The very first pair of porcelain dentures were made in seventeen seventy by a man named Alexis Duchâteau. Then in seventeen ninety one Duchâteau’s assistant, Nicholas Dubois De Chemant, patented what he called “De Chemant’s Specification.” The patent was for the process of making false teeth. This process used springs to keep the teeth in place and the teeth could be made in any shade or color to the patient’s liking which allowed De Chemant to provide patients with the most natural and effectual teeth possible. He began selling the false teeth the very next year.

Then in eighteen twenty a man by the name of Claudius Ash who was actually a goldsmith had invented another way of making dentures. These dentures were also made of porcelain, however they were mounted on eighteen carat gold plates. Soon after, the use of a hardened rubber that was called dental Vulcanite replaced porcelain teeth. Then Claudius Ash’s company took off and became the leading manufacturer of dental Vulcanite in Europe. This Vulcanite was used from about eighteen fifty and onwards through history.
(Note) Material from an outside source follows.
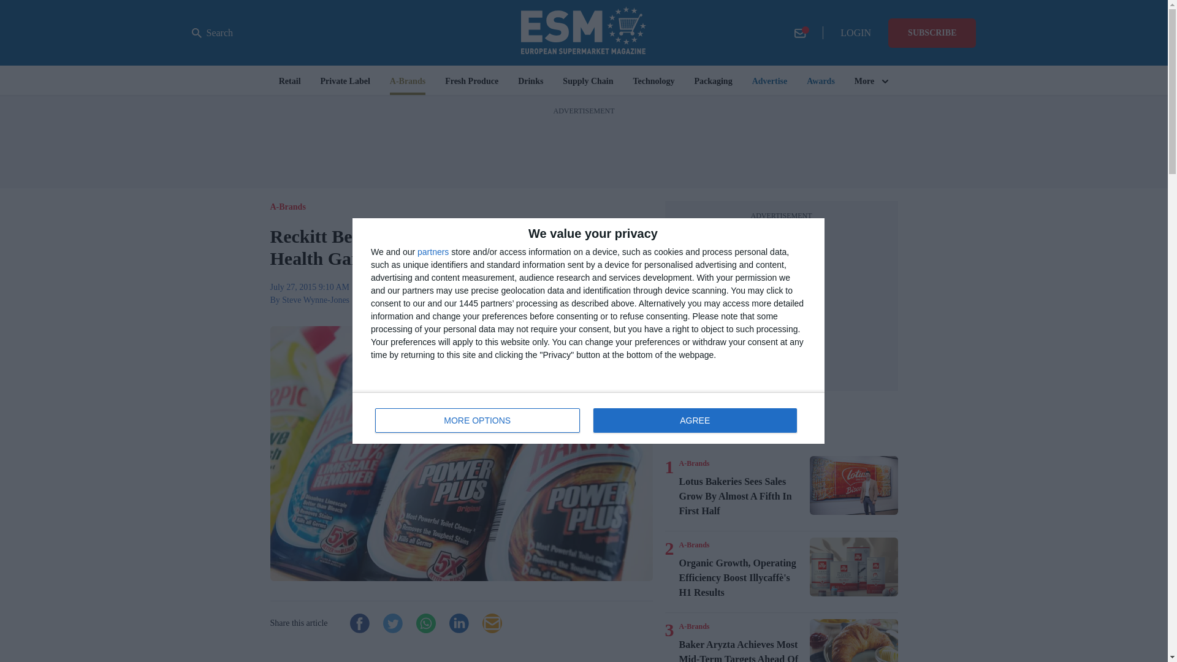 Image resolution: width=1177 pixels, height=662 pixels. What do you see at coordinates (694, 626) in the screenshot?
I see `A-Brands` at bounding box center [694, 626].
Finally today’s false teeth are typically made of acrylic resin and mostly plastics. However this change did not take place until the mid twentieth century. Today people are phasing out false teeth and instead are focusing on preventative dentistry. The rates of people who use false teeth have fallen dramatically in the last few decades to a much more reasonable number today, and the statistics continue to fall.